Already his screenplay The Strangest Thing is being compared by Variety, the leading film industry trade magazine, to It's a Wonderful Life, the all-time Christmas classic starring James Stewart.

The Strangest Thing is also set at Christmas and, like Frank Capra's timeless heart-warmer, focuses on the difference one individual can make to the lives of others. But while Capra's 1946 film was set in the fictional town of Bedford Falls, New York, The Strangest Thing is set in Scotland at the end of the 19th century.

Destiny has determined that the film's protagonist, Nolan, should die in a train crash, but he escapes unharmed. To rectify this "blunder", the Angel of Death comes calling for him.

But the angel gets caught up in the fate of Nolan's home town of Rathbeg. The little Highland town is threatened by an evil landlord and the angel finds it increasingly difficult not to intervene, gradually becoming humanised by the experience.

Milarky was nominated by Scottish Screen for the Hartley Merrill International Screenwriting Prize, endowed by American film mogul Ted Hartley and his wife, actress and socialite Dina Merrill.

Past winners have had a remarkable success rate, with 39 of the 51 winning screenplays being made into films.

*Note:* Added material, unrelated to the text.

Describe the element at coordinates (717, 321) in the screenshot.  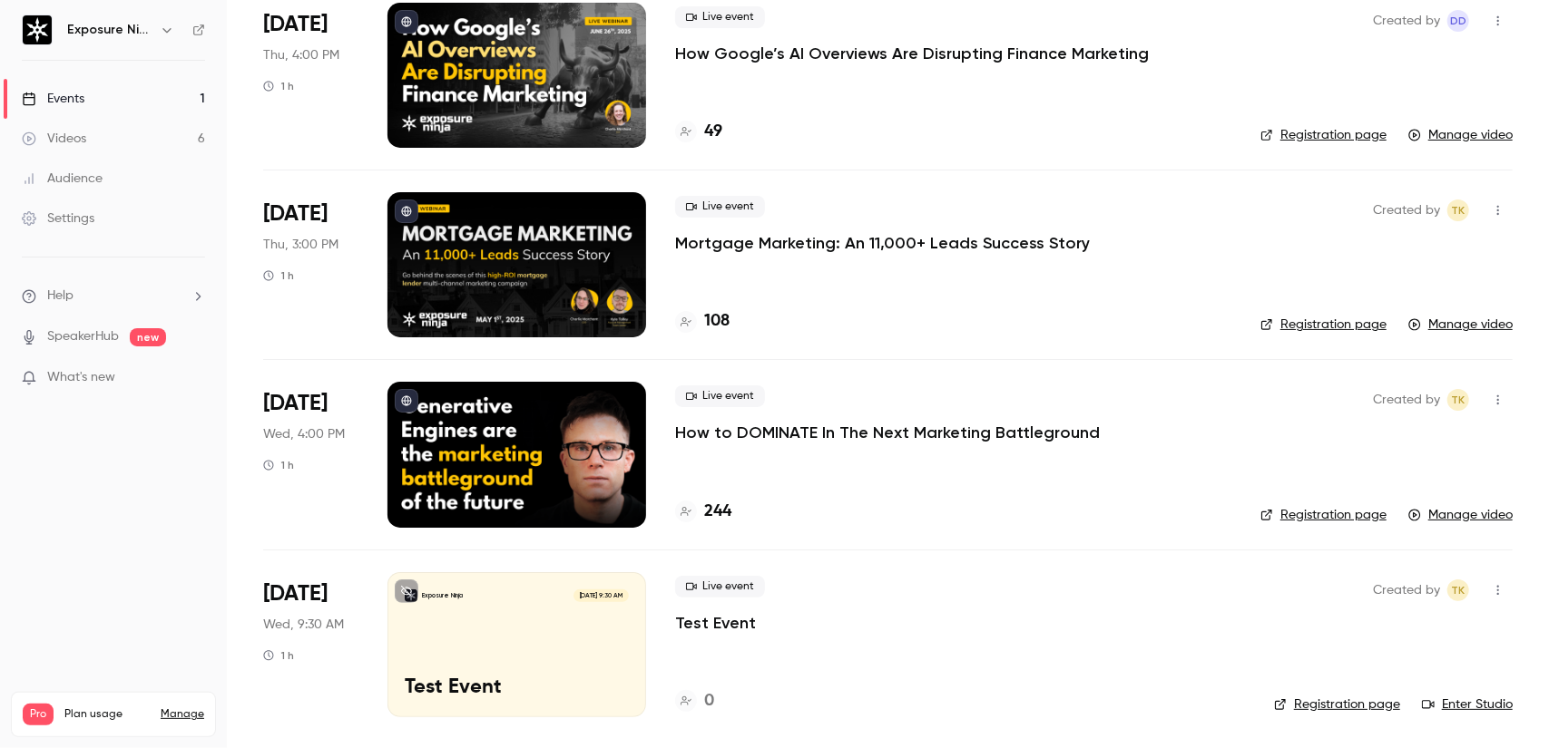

Milarky was a founding member of Simple Minds in 1977. They started off as a punk outfit known as Johnny and the Self Abusers, and Kerr and Milarky shared vocal duties. But there were tensions from the outset and he left at the end of that year, not long after the change of name.

He watched from a distance as Simple Minds became one of the biggest pop groups of the 1980s. Kerr is estimated to have made about £50m from the band.

If all goes well, the film is likely to be shot in the Highlands next year.